Jon Cardinelli's core argument is that the 45-21 scoreline flatters the simplicity of what the Boks achieved against England. Strip away the comfortable margin and you find a team operating without Kolisi, Etzebeth, Malherbe, Nyakane, De Jager, Mostert, Snyman, Kleyn, Kwagga Smith, Feinberg-Mngomezulu and others — then losing Nché in the ninth minute on top of that. The real story is what happened at halftime, trailing by just three after a dominant first quarter dissolved into discipline lapses. Rather than persist with a broken plan, Erasmus doubled down on the set-piece, and the Boks executed it well enough to win the second half 28-7. Cardinelli draws a direct contrast with the 2025 Wallabies loss at the same venue: the pattern of switching off after a fast start repeated itself, but this time the response was categorically different.

The piece also functions as a form guide ahead of the Greatest Rivalry Series. Cardinelli flags that Libbok's decision-making was sharp enough to quiet the questions around him at 10, that De Villiers, Hanekom, Wessels and Porthen gave Erasmus meaningful data on fringe players, and that Du Toit's leadership in the absence of the usual captain deserves recognition. The broader takeaway is that the squad depth — while still unproven against All Blacks intensity — held up under conditions that would have exposed a thinner group. Worth reading if you want a granular breakdown of how the Bomb Squad reshuffle actually played out and what it signals for selection over the coming weeks.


**WHAT YOU NEED TO DO:** Note how many lines in the material have "light", and give only that figure.

**DATA SHOWN:**
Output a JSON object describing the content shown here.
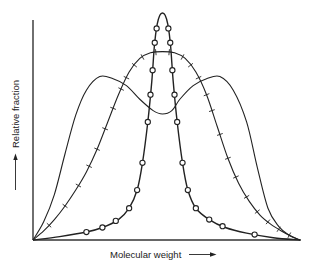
{
  "chart_data": {
    "type": "line",
    "title": "",
    "xlabel": "Molecular weight",
    "ylabel": "Relative fraction",
    "xlabel_arrow": "right-arrow",
    "ylabel_arrow": "up-arrow",
    "xlim": [
      0,
      100
    ],
    "ylim": [
      0,
      100
    ],
    "grid": false,
    "ticks": false,
    "legend": "none",
    "series": [
      {
        "name": "broad-distribution",
        "marker": "none",
        "x": [
          0,
          4,
          8,
          12,
          16,
          20,
          25,
          30,
          35,
          40,
          45,
          48.5,
          52,
          55,
          60,
          65,
          70,
          75,
          80,
          84,
          88,
          92,
          96,
          100
        ],
        "y": [
          0,
          8,
          20,
          38,
          55,
          66,
          72,
          71,
          68,
          62,
          57,
          55.5,
          57,
          62,
          68,
          71,
          72,
          66,
          52,
          32,
          14,
          6,
          2,
          0
        ]
      },
      {
        "name": "intermediate-distribution",
        "marker": "cross",
        "x": [
          0,
          4,
          8,
          12,
          16,
          20,
          24,
          28,
          32,
          36,
          40,
          44,
          48.5,
          53,
          57,
          61,
          65,
          69,
          73,
          77,
          81,
          85,
          89,
          93,
          97,
          100
        ],
        "y": [
          0,
          4,
          9,
          15,
          22,
          30,
          40,
          52,
          64,
          74,
          80,
          82.5,
          83,
          82.5,
          80,
          74,
          64,
          50,
          36,
          25,
          17,
          11,
          7,
          4,
          1.5,
          0
        ],
        "marker_x": [
          6,
          12,
          17,
          21,
          24,
          27,
          30,
          33,
          35,
          38,
          41,
          46,
          51,
          56,
          59,
          62,
          65,
          67,
          70,
          73,
          76,
          80,
          84,
          88,
          92,
          96
        ]
      },
      {
        "name": "narrow-distribution",
        "marker": "circle",
        "x": [
          0,
          10,
          20,
          26,
          32,
          36,
          39,
          41,
          43,
          44.5,
          45.5,
          46.5,
          47.5,
          48.5,
          49.5,
          50.5,
          51.5,
          52.5,
          54,
          56,
          58,
          61,
          66,
          72,
          80,
          90,
          100
        ],
        "y": [
          0,
          1.5,
          3.5,
          5.5,
          9,
          14,
          22,
          34,
          52,
          70,
          86,
          95,
          99,
          100,
          99,
          95,
          86,
          70,
          52,
          34,
          22,
          14,
          9,
          5.5,
          3,
          1,
          0
        ],
        "marker_x": [
          20,
          26,
          31,
          36,
          39,
          41,
          43,
          44,
          44.8,
          45.6,
          46.3,
          50.7,
          51.4,
          52.2,
          53,
          54,
          56,
          58,
          61,
          66,
          71,
          83
        ]
      }
    ]
  }
}
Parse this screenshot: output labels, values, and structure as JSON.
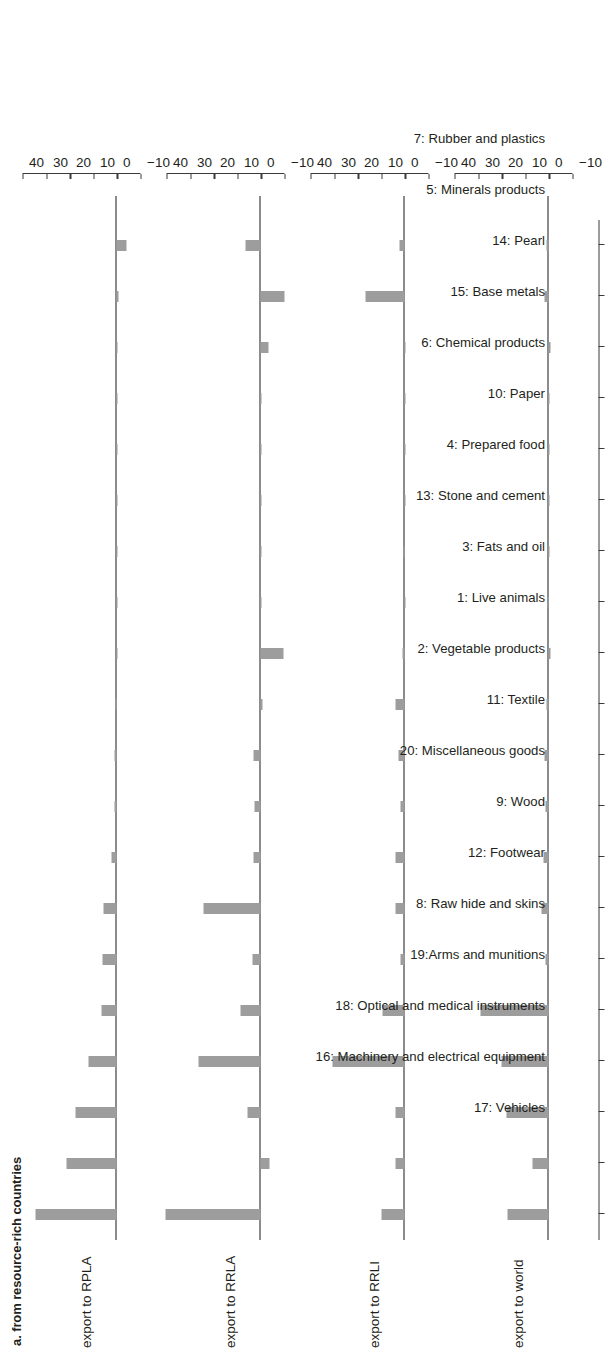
{
  "figure": {
    "title": "a. from resource-rich countries",
    "bar_color": "#9d9d9d",
    "axis_color": "#3a3a3a"
  },
  "chart_data": {
    "type": "bar",
    "title": "a. from resource-rich countries",
    "xlabel": "",
    "ylabel": "",
    "ylim": [
      -10,
      40
    ],
    "yticks": [
      -10,
      0,
      10,
      20,
      30,
      40
    ],
    "ytick_labels": [
      "−10",
      "0",
      "10",
      "20",
      "30",
      "40"
    ],
    "grid": false,
    "legend": "none",
    "orientation": "page-rotated-90-ccw",
    "categories": [
      "7: Rubber and plastics",
      "5: Minerals products",
      "14: Pearl",
      "15: Base metals",
      "6: Chemical products",
      "10: Paper",
      "4: Prepared food",
      "13: Stone and cement",
      "3: Fats and oil",
      "1: Live animals",
      "2: Vegetable products",
      "11: Textile",
      "20: Miscellaneous goods",
      "9: Wood",
      "12: Footwear",
      "8: Raw hide and skins",
      "19:Arms and munitions",
      "18: Optical and medical instruments",
      "16: Machinery and electrical equipment",
      "17: Vehicles"
    ],
    "series": [
      {
        "name": "export to RPLA",
        "values": [
          34.5,
          21.5,
          17.5,
          12.0,
          6.5,
          6.0,
          5.5,
          2.2,
          1.2,
          0.9,
          0.5,
          0.2,
          0.15,
          0.1,
          0.05,
          0.05,
          0.0,
          0.0,
          -0.6,
          -4.2
        ]
      },
      {
        "name": "export to RRLA",
        "values": [
          40.5,
          -3.5,
          5.5,
          26.5,
          8.5,
          3.5,
          24.5,
          3.0,
          2.8,
          3.0,
          -0.5,
          -9.5,
          0.3,
          0.1,
          0.0,
          0.0,
          0.0,
          -3.2,
          -9.8,
          6.5
        ]
      },
      {
        "name": "export to RRLI",
        "values": [
          10.0,
          4.0,
          4.2,
          30.8,
          9.5,
          2.0,
          4.0,
          4.2,
          1.8,
          2.8,
          4.0,
          1.2,
          0.1,
          0.8,
          0.2,
          0.0,
          0.0,
          0.0,
          16.5,
          2.5
        ]
      },
      {
        "name": "export to world",
        "values": [
          17.5,
          7.0,
          18.0,
          20.0,
          29.0,
          1.3,
          3.2,
          2.3,
          1.6,
          2.0,
          1.0,
          -0.8,
          0.6,
          0.05,
          0.0,
          0.0,
          0.0,
          -0.5,
          2.0,
          1.0
        ]
      }
    ]
  },
  "panels": [
    {
      "label": "export to RPLA"
    },
    {
      "label": "export to RRLA"
    },
    {
      "label": "export to RRLI"
    },
    {
      "label": "export to world"
    }
  ]
}
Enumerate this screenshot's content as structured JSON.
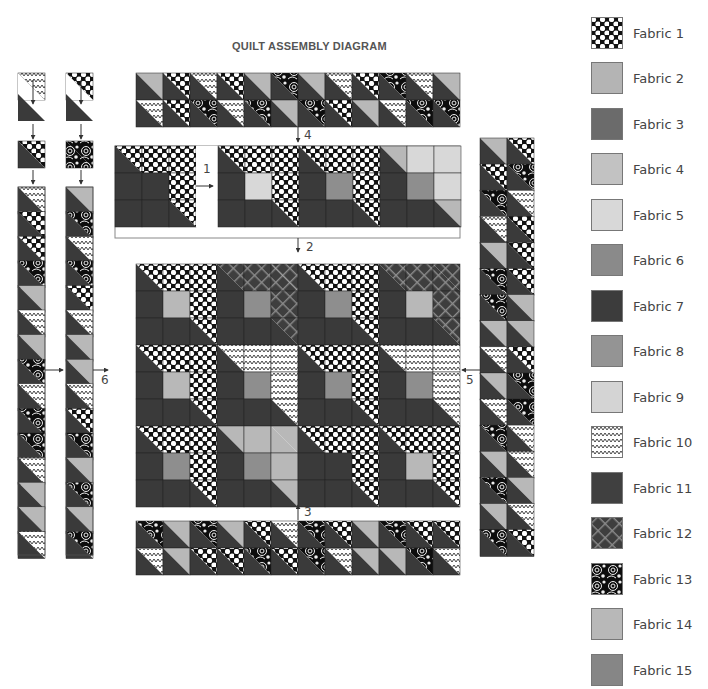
{
  "title": "QUILT ASSEMBLY DIAGRAM",
  "steps": {
    "s1": "1",
    "s2": "2",
    "s3": "3",
    "s4": "4",
    "s5": "5",
    "s6": "6"
  },
  "legend": [
    {
      "label": "Fabric 1",
      "fill": "url(#p-dots)"
    },
    {
      "label": "Fabric 2",
      "fill": "#b4b4b4"
    },
    {
      "label": "Fabric 3",
      "fill": "#6b6b6b"
    },
    {
      "label": "Fabric 4",
      "fill": "#c2c2c2"
    },
    {
      "label": "Fabric 5",
      "fill": "#d8d8d8"
    },
    {
      "label": "Fabric 6",
      "fill": "#8a8a8a"
    },
    {
      "label": "Fabric 7",
      "fill": "#3c3c3c"
    },
    {
      "label": "Fabric 8",
      "fill": "#949494"
    },
    {
      "label": "Fabric 9",
      "fill": "#d4d4d4"
    },
    {
      "label": "Fabric 10",
      "fill": "url(#p-zig)"
    },
    {
      "label": "Fabric 11",
      "fill": "#404040"
    },
    {
      "label": "Fabric 12",
      "fill": "url(#p-plaid)"
    },
    {
      "label": "Fabric 13",
      "fill": "url(#p-swirl)"
    },
    {
      "label": "Fabric 14",
      "fill": "#b8b8b8"
    },
    {
      "label": "Fabric 15",
      "fill": "#868686"
    }
  ]
}
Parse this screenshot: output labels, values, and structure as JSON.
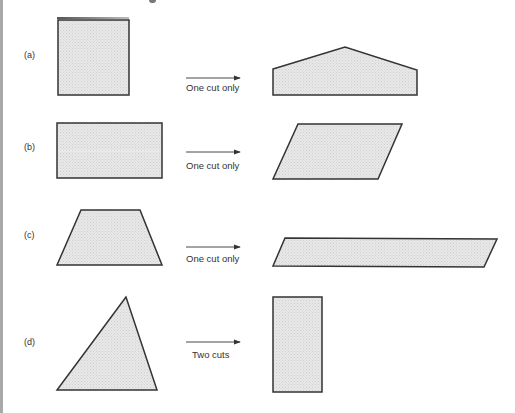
{
  "colors": {
    "fill": "#e4e4e4",
    "stroke": "#333333",
    "text": "#333333",
    "left_bar": "#a9a9a9"
  },
  "rows": [
    {
      "label": "(a)",
      "source_shape": "square",
      "operation": "One cut only",
      "target_shape": "pentagon"
    },
    {
      "label": "(b)",
      "source_shape": "rectangle",
      "operation": "One cut only",
      "target_shape": "parallelogram"
    },
    {
      "label": "(c)",
      "source_shape": "trapezoid",
      "operation": "One cut only",
      "target_shape": "long-parallelogram"
    },
    {
      "label": "(d)",
      "source_shape": "triangle",
      "operation": "Two cuts",
      "target_shape": "tall-rectangle"
    }
  ]
}
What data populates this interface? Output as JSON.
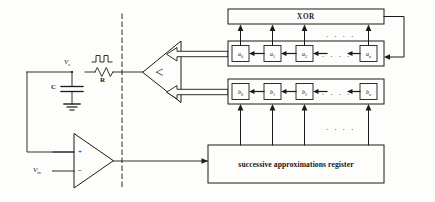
{
  "figure": {
    "type": "block-diagram",
    "background_color": "#fdfdfb",
    "line_color": "#1a1a1a",
    "divider": {
      "name": "dashed-vertical-divider",
      "style": "dashed",
      "x_pct": 28
    }
  },
  "analog_section": {
    "capacitor": {
      "label": "C",
      "name": "capacitor-C"
    },
    "resistor": {
      "label": "R",
      "name": "resistor-R"
    },
    "node_voltage": {
      "label": "V",
      "sub": "c",
      "name": "node-voltage-vc"
    },
    "input_voltage": {
      "label": "V",
      "sub": "in",
      "name": "input-voltage-vin"
    },
    "ground": {
      "name": "ground-symbol"
    },
    "pulse_waveform": {
      "name": "pulse-waveform-icon"
    },
    "opamp": {
      "name": "operational-amplifier",
      "plus": "+",
      "minus": "−"
    }
  },
  "comparator": {
    "name": "comparator-block",
    "glyph": "<",
    "orientation": "points-left",
    "inputs": [
      {
        "name": "comparator-input-arrow-upper",
        "from": "a-register"
      },
      {
        "name": "comparator-input-arrow-lower",
        "from": "b-register"
      }
    ]
  },
  "xor_block": {
    "name": "xor-block",
    "label": "XOR"
  },
  "registers": [
    {
      "name": "a-register-row",
      "id": "a",
      "cells": [
        {
          "base": "a",
          "sub": "0"
        },
        {
          "base": "a",
          "sub": "1"
        },
        {
          "base": "a",
          "sub": "2"
        },
        {
          "base": "a",
          "sub": "n"
        }
      ],
      "ellipsis": ". . . .",
      "chain_direction": "right-to-left"
    },
    {
      "name": "b-register-row",
      "id": "b",
      "cells": [
        {
          "base": "b",
          "sub": "0"
        },
        {
          "base": "b",
          "sub": "1"
        },
        {
          "base": "b",
          "sub": "2"
        },
        {
          "base": "b",
          "sub": "n"
        }
      ],
      "ellipsis": ". . . .",
      "chain_direction": "right-to-left"
    }
  ],
  "xor_taps_ellipsis": ". . . .",
  "sar_taps_ellipsis": ". . . .",
  "sar": {
    "name": "successive-approximations-register",
    "label": "successive approximations register"
  },
  "feedback": {
    "name": "xor-feedback-path",
    "from": "xor-block-output-right",
    "to": "a-register-row-right"
  }
}
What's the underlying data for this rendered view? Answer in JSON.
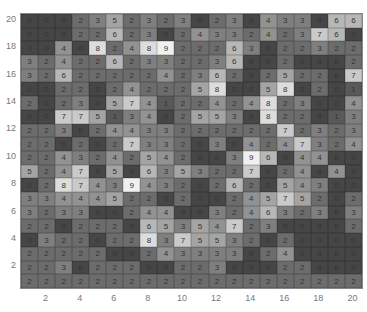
{
  "chart_data": {
    "type": "heatmap",
    "title": "",
    "xlabel": "",
    "ylabel": "",
    "x_ticks": [
      2,
      4,
      6,
      8,
      10,
      12,
      14,
      16,
      18,
      20
    ],
    "y_ticks": [
      2,
      4,
      6,
      8,
      10,
      12,
      14,
      16,
      18,
      20
    ],
    "xlim": [
      1,
      20
    ],
    "ylim": [
      1,
      20
    ],
    "colormap": "gray (low=dark, high=light)",
    "rows_top_to_bottom": [
      [
        0,
        0,
        0,
        2,
        3,
        5,
        2,
        3,
        2,
        3,
        0,
        2,
        3,
        0,
        4,
        3,
        3,
        0,
        6,
        6
      ],
      [
        0,
        0,
        0,
        2,
        2,
        6,
        2,
        3,
        0,
        2,
        4,
        3,
        3,
        2,
        4,
        2,
        3,
        7,
        6,
        0
      ],
      [
        0,
        0,
        4,
        0,
        8,
        2,
        4,
        8,
        9,
        2,
        2,
        2,
        6,
        3,
        0,
        2,
        2,
        3,
        2,
        2
      ],
      [
        3,
        2,
        4,
        2,
        2,
        6,
        2,
        3,
        3,
        2,
        2,
        3,
        6,
        0,
        0,
        2,
        0,
        0,
        0,
        2
      ],
      [
        3,
        2,
        6,
        2,
        2,
        2,
        2,
        2,
        4,
        2,
        3,
        6,
        2,
        0,
        2,
        5,
        2,
        2,
        0,
        7
      ],
      [
        0,
        0,
        2,
        2,
        0,
        2,
        4,
        2,
        2,
        2,
        5,
        8,
        0,
        0,
        5,
        8,
        0,
        2,
        0,
        1
      ],
      [
        2,
        0,
        2,
        3,
        0,
        5,
        7,
        4,
        1,
        2,
        2,
        4,
        2,
        4,
        8,
        2,
        3,
        0,
        0,
        4
      ],
      [
        0,
        0,
        7,
        7,
        5,
        1,
        3,
        4,
        0,
        2,
        5,
        5,
        3,
        0,
        8,
        2,
        2,
        0,
        1,
        3
      ],
      [
        2,
        2,
        3,
        0,
        2,
        4,
        4,
        3,
        3,
        2,
        2,
        2,
        2,
        2,
        2,
        7,
        2,
        3,
        2,
        3
      ],
      [
        2,
        2,
        0,
        2,
        0,
        2,
        7,
        3,
        3,
        2,
        0,
        3,
        0,
        4,
        2,
        4,
        7,
        3,
        2,
        4
      ],
      [
        2,
        2,
        4,
        3,
        2,
        4,
        2,
        5,
        4,
        2,
        0,
        0,
        3,
        9,
        6,
        0,
        4,
        4,
        0,
        0
      ],
      [
        5,
        2,
        4,
        7,
        0,
        5,
        0,
        6,
        3,
        5,
        3,
        2,
        2,
        7,
        0,
        2,
        4,
        0,
        4,
        0
      ],
      [
        0,
        2,
        8,
        7,
        4,
        3,
        9,
        4,
        3,
        2,
        0,
        2,
        6,
        2,
        0,
        5,
        4,
        3,
        0,
        0
      ],
      [
        3,
        3,
        4,
        4,
        4,
        5,
        2,
        2,
        0,
        2,
        0,
        0,
        2,
        4,
        5,
        7,
        5,
        2,
        0,
        2
      ],
      [
        3,
        2,
        3,
        3,
        0,
        0,
        2,
        4,
        4,
        0,
        0,
        3,
        2,
        4,
        6,
        3,
        2,
        3,
        0,
        3
      ],
      [
        2,
        2,
        0,
        2,
        2,
        2,
        0,
        6,
        5,
        3,
        5,
        4,
        7,
        2,
        3,
        0,
        0,
        0,
        0,
        2
      ],
      [
        0,
        3,
        2,
        2,
        0,
        2,
        2,
        8,
        3,
        7,
        5,
        5,
        3,
        2,
        0,
        2,
        0,
        0,
        0,
        0
      ],
      [
        2,
        2,
        2,
        2,
        2,
        0,
        0,
        2,
        4,
        3,
        3,
        3,
        3,
        0,
        2,
        4,
        0,
        0,
        0,
        0
      ],
      [
        2,
        2,
        3,
        0,
        2,
        2,
        2,
        0,
        0,
        2,
        2,
        3,
        0,
        0,
        0,
        2,
        2,
        0,
        0,
        0
      ],
      [
        2,
        2,
        2,
        2,
        2,
        2,
        2,
        2,
        2,
        2,
        2,
        2,
        2,
        2,
        2,
        2,
        2,
        2,
        2,
        2
      ]
    ]
  }
}
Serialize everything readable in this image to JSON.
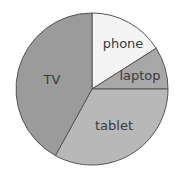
{
  "chart_data": {
    "type": "pie",
    "title": "",
    "categories": [
      "phone",
      "laptop",
      "tablet",
      "TV"
    ],
    "values": [
      16,
      9,
      33,
      42
    ],
    "unit": "percent (estimated from slice angles)",
    "start_angle_deg": -90,
    "direction": "clockwise",
    "colors": [
      "#f4f4f4",
      "#a8a8a8",
      "#b8b8b8",
      "#9b9b9b"
    ],
    "legend": "none (labels drawn inside slices)"
  },
  "labels": {
    "phone": "phone",
    "laptop": "laptop",
    "tablet": "tablet",
    "tv": "TV"
  }
}
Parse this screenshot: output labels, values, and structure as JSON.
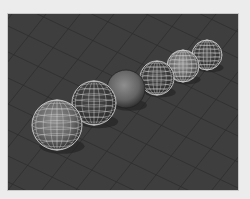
{
  "viewport": {
    "label": "3D perspective viewport",
    "background": "#3e3e3e",
    "grid_color": "#2e2e2e",
    "wire_color": "#d8d8d8"
  },
  "scene": {
    "objects": [
      {
        "name": "sphere-1",
        "cx": 49,
        "cy": 111,
        "r": 25,
        "shaded": true,
        "wireframe": true
      },
      {
        "name": "sphere-2",
        "cx": 86,
        "cy": 89,
        "r": 22,
        "shaded": false,
        "wireframe": true
      },
      {
        "name": "sphere-3",
        "cx": 118,
        "cy": 75,
        "r": 19,
        "shaded": true,
        "wireframe": false
      },
      {
        "name": "sphere-4",
        "cx": 149,
        "cy": 64,
        "r": 17,
        "shaded": false,
        "wireframe": true
      },
      {
        "name": "sphere-5",
        "cx": 175,
        "cy": 52,
        "r": 16,
        "shaded": true,
        "wireframe": true
      },
      {
        "name": "sphere-6",
        "cx": 199,
        "cy": 41,
        "r": 15,
        "shaded": false,
        "wireframe": true
      }
    ]
  }
}
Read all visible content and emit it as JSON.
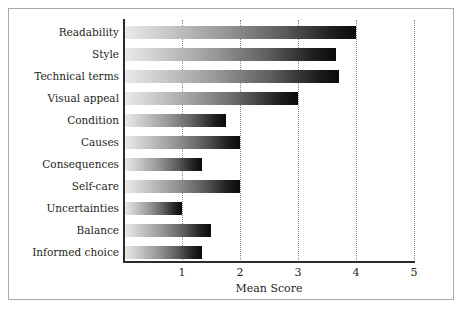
{
  "chart_data": {
    "type": "bar",
    "orientation": "horizontal",
    "title": "",
    "xlabel": "Mean Score",
    "ylabel": "",
    "xlim": [
      0,
      5
    ],
    "xticks": [
      1,
      2,
      3,
      4,
      5
    ],
    "xtick_labels": [
      "1",
      "2",
      "3",
      "4",
      "5"
    ],
    "grid": "vertical-dotted",
    "legend": "none",
    "categories": [
      "Readability",
      "Style",
      "Technical terms",
      "Visual appeal",
      "Condition",
      "Causes",
      "Consequences",
      "Self-care",
      "Uncertainties",
      "Balance",
      "Informed choice"
    ],
    "values": [
      4.0,
      3.65,
      3.7,
      3.0,
      1.75,
      2.0,
      1.35,
      2.0,
      1.0,
      1.5,
      1.35
    ],
    "bar_fill": "gradient-light-to-dark",
    "bar_color_start": "#ebebeb",
    "bar_color_end": "#0b0b0b",
    "axis_color": "#2b2b2b",
    "grid_color": "#8a8a8a",
    "text_color": "#231f20",
    "frame_color": "#a9a9a9",
    "background": "#ffffff"
  }
}
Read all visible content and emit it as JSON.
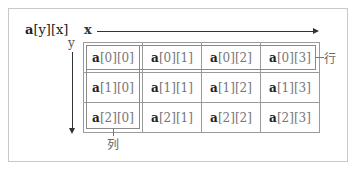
{
  "title": {
    "name": "a",
    "index_text": "[y][x]"
  },
  "axes": {
    "x_label": "x",
    "y_label": "y"
  },
  "grid": {
    "rows": [
      [
        {
          "name": "a",
          "idx": "[0][0]"
        },
        {
          "name": "a",
          "idx": "[0][1]"
        },
        {
          "name": "a",
          "idx": "[0][2]"
        },
        {
          "name": "a",
          "idx": "[0][3]"
        }
      ],
      [
        {
          "name": "a",
          "idx": "[1][0]"
        },
        {
          "name": "a",
          "idx": "[1][1]"
        },
        {
          "name": "a",
          "idx": "[1][2]"
        },
        {
          "name": "a",
          "idx": "[1][3]"
        }
      ],
      [
        {
          "name": "a",
          "idx": "[2][0]"
        },
        {
          "name": "a",
          "idx": "[2][1]"
        },
        {
          "name": "a",
          "idx": "[2][2]"
        },
        {
          "name": "a",
          "idx": "[2][3]"
        }
      ]
    ]
  },
  "annotations": {
    "row_label": "行",
    "column_label": "列"
  },
  "colors": {
    "frame_border": "#c8c8c8",
    "cell_border": "#9a9a9a",
    "arrow": "#333333",
    "index_text": "#777777"
  }
}
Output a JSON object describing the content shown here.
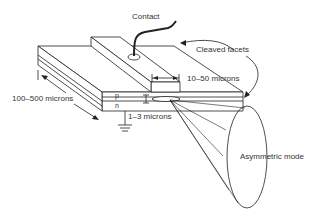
{
  "diagram": {
    "labels": {
      "contact": "Contact",
      "cleaved_facets": "Cleaved facets",
      "stripe_width": "10–50 microns",
      "length": "100–500 microns",
      "p_layer": "p",
      "n_layer": "n",
      "active_thickness": "1–3 microns",
      "mode": "Asymmetric mode"
    },
    "colors": {
      "line": "#222222",
      "text": "#333333",
      "background": "#ffffff"
    }
  }
}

**RESPONSE FOR THIS EXERCISE:** 2